Frédéric Weis’ adverse association with Team USA Basketball took another dive Sunday when the former French national team player said he wants Joel Embiid to be banned from France for choosing to play from the U.S. rather than France in the upcoming Olympics, which will be hosted in Paris.
Weis — who has been immortalized for being on the wrong side of Vince Carter’s “dunk of death” in the 2000 Olympics — said on his radio show at the French station RMC that he has “hate” for Embiid for spurning the French team and that he considers the Philadelphia 76ers center to be “a dirty guy.”
“I consider this boy a great player as much as he is a dirty guy. I hate him for the things that he did,” Weis said. “I think he doesn’t have any respect for France and also for all the people who are asking for a French passport and don’t get it. And under the pretext that he is a great athlete, he got it. I find it scandalous, I find it embarrassing. I don’t care about his excuses, cause they are his words, and his words mean nothing.”
Embiid, who was born and raised in Cameroon before moving to the U.S. in high school, had expressed interest in playing for France as far back as 2018, when he told French newspaper L’Équipe his first choice for international play at the time was Cameroon, but France and the U.S. were options. Embiid has family in the country, but he has never lived in France.
The 2022-23 NBA MVP has never played on the international stage and has insisted that he never told Team France anything different from that newspaper quote. But Boris Diaw, the general manager of the French men’s team, told The Athletic in 2023 that Joel told him he wanted to play for France.
“Joel came to us and said that he wanted to play international basketball, he said he wanted to win, and he said he wanted to play for France and he wanted to win with France,” Diaw said. “So we listened to him.”
A spokesman for Embiid said he never asked for citizenship, but was granted a passport in 2022 anyway. Reports of a letter Embiid sent to French President Emmanuel Macron have surfaced, in which Embiid is alleged to have said, “I wish to take steps to obtain French naturalization and thus be able to be selected with the Blues. I therefore do not wish to play for any other national team.”
For Embiid’s perceived betrayal, Weis jokingly suggested Embiid should be banned from entering France.
“I would take away from him the French nationality and I would ban him from entering France. You will not play in the Olympics,” Weis said. “You will come to the airport with Team USA and we will say, ‘You don’t have the right to enter the territory, go to your home. You are Cameronian, you are American, you are not French, go away.’”
Weis, who won an Olympic silver medal in 2000 and was a first-round pick of the New York Knicks in 1999, accused Embiid of taking a shortcut to winning a gold medal.
Embiid was a headlining name on Team USA’s roster announcement on April 17, and he’ll join a list of legendary big men who played for the U.S. as naturalized citizens, including Hakeem Olajuwon, Patrick Ewing and Tim Duncan. The reigning MVP has said he wants to represent Team USA to win gold in honor of his son’s home country.
While Weis’ Sunday comments suggested harbored bitterness against the national team that stained his reputation, the now 46-year-old seven-footer told ESPN in 2015 that he doesn’t have any regrets about the infamous posterization from that 2000 dunk.
“Sadly for me, I was on the video, too,” Weis said at the time. “I learned people can fly.”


### [REQUIRED ACTION]
Your job is to return every line of the listing holding the string "Frequency".

### [SOURCE DATA]
━━━

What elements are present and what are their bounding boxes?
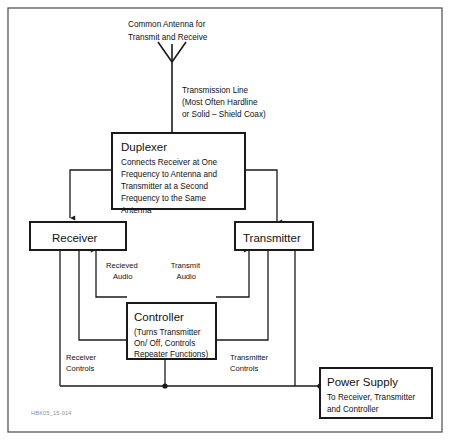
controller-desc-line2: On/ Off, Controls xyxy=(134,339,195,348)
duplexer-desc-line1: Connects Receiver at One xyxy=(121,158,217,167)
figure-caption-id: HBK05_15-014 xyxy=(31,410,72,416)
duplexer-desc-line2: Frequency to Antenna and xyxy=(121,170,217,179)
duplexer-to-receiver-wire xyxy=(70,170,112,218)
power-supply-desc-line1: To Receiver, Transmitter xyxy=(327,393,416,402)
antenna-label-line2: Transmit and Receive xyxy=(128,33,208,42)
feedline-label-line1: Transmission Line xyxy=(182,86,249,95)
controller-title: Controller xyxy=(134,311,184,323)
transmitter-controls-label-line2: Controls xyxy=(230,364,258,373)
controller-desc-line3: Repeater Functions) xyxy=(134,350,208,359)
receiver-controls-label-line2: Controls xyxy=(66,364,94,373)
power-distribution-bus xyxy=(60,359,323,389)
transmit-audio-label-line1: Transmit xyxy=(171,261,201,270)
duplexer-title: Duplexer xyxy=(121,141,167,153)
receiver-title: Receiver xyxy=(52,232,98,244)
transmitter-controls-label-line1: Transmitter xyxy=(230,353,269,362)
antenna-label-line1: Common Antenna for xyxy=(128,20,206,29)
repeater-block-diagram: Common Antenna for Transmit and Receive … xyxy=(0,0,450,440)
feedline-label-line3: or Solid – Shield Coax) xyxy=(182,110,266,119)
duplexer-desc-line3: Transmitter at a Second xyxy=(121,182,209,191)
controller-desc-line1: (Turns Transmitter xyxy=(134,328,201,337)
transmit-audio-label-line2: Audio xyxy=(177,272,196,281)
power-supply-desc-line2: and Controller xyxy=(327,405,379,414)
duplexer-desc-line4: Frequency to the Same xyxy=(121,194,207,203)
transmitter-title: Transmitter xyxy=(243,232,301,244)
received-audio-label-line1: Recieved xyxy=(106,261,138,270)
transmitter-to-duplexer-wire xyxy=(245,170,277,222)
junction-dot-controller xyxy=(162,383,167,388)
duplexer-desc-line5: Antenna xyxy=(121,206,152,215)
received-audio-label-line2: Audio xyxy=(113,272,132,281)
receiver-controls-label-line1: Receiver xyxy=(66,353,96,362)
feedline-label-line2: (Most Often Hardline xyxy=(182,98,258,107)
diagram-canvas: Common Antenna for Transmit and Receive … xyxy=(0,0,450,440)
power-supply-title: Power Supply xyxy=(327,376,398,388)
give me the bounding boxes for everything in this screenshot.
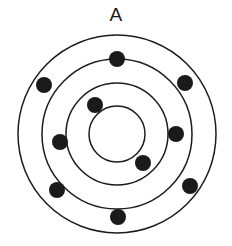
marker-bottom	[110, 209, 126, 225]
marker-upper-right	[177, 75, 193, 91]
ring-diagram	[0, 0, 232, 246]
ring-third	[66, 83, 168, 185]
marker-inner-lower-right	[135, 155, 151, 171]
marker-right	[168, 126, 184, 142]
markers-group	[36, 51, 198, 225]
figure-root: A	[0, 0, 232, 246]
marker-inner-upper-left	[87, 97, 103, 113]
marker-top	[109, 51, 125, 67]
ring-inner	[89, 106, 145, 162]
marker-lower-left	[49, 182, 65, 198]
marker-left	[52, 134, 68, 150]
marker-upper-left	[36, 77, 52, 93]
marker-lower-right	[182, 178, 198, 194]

━━━

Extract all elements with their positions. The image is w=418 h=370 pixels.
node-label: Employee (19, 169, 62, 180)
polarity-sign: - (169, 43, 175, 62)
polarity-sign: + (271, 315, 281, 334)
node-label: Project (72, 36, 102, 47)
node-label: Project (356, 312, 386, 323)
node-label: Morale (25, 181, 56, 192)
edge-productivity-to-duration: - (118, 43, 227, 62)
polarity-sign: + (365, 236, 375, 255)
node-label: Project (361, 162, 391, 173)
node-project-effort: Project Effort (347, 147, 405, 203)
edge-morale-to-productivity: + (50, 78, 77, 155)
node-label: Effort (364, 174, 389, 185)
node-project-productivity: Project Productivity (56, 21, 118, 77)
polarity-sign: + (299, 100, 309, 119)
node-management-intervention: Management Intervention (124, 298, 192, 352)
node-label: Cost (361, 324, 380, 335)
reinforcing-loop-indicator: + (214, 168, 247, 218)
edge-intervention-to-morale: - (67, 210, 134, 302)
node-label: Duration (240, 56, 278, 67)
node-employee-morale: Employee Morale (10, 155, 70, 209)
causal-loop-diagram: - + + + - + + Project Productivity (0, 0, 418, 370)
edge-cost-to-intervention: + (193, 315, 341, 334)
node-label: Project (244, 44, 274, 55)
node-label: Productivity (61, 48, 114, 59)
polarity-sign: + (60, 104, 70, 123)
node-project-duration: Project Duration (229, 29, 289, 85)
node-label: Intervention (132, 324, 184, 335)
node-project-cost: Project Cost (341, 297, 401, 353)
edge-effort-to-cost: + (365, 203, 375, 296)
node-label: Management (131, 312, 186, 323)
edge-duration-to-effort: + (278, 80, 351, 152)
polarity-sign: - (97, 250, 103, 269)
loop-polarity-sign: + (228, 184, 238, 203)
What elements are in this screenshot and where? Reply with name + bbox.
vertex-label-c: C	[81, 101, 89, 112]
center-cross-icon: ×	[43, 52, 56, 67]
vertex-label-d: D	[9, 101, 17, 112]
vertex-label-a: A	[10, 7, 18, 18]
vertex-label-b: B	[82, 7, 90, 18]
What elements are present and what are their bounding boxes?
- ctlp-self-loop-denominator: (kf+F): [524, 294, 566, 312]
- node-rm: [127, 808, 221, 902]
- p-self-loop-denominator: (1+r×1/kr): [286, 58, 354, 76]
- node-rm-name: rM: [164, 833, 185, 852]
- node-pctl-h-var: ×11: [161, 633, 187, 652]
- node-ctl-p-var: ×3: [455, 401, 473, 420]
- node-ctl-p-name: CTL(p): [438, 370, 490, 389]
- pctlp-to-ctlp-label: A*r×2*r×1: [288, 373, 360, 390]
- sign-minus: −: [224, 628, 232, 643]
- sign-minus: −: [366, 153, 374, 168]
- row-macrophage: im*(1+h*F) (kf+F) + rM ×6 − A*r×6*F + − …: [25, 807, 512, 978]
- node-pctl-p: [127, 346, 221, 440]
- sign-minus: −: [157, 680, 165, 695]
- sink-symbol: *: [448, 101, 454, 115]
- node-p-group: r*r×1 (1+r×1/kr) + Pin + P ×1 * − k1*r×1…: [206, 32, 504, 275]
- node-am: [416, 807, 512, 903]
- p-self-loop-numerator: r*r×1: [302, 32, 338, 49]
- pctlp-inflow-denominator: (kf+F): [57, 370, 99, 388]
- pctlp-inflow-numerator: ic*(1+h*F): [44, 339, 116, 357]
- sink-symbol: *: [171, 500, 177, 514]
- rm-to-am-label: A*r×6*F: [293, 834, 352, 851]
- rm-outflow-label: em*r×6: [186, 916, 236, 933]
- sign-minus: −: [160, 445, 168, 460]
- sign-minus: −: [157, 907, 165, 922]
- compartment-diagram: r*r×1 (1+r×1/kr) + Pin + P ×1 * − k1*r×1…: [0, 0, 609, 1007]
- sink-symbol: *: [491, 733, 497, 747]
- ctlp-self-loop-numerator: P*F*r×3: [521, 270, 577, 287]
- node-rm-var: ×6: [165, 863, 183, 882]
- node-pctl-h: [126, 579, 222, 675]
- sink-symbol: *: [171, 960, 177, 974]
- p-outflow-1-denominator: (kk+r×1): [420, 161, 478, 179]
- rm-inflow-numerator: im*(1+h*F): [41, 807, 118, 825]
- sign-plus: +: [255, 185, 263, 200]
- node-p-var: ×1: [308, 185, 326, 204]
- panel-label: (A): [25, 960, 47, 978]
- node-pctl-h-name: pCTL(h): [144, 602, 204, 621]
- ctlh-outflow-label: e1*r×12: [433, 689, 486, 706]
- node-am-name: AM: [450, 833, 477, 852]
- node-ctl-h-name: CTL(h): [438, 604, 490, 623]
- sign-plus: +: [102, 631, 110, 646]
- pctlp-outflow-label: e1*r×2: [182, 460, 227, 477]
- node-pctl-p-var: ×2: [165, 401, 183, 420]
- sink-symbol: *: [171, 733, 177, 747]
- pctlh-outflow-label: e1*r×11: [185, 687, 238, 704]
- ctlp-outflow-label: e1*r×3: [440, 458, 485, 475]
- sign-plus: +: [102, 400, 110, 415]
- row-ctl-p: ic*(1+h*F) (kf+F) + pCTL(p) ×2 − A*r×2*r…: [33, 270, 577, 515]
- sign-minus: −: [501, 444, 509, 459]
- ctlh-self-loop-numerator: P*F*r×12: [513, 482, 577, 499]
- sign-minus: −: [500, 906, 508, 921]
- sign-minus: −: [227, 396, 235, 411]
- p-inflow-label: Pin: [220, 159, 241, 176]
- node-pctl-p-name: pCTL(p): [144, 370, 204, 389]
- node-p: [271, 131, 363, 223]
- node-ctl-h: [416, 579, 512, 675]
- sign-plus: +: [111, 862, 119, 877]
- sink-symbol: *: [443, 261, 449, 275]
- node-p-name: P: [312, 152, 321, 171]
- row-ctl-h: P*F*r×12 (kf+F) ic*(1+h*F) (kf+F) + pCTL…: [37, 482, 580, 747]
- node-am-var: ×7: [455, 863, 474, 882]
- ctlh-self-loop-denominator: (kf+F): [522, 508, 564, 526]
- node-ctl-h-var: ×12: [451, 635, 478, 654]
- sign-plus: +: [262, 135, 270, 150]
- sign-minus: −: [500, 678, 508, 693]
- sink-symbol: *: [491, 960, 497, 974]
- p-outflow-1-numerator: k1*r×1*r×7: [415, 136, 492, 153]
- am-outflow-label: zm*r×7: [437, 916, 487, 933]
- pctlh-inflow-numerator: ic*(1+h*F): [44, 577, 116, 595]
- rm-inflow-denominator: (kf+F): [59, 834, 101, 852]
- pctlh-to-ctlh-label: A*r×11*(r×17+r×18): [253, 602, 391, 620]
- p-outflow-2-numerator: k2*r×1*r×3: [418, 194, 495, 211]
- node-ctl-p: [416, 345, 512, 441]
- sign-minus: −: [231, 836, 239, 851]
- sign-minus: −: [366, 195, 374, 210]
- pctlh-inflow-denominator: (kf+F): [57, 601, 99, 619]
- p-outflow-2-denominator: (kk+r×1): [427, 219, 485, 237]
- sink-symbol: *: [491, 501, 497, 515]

━━━

### [OUTPUT]
duplexer-desc-line2: Frequency to Antenna and xyxy=(121,170,217,179)
duplexer-desc-line4: Frequency to the Same xyxy=(121,194,207,203)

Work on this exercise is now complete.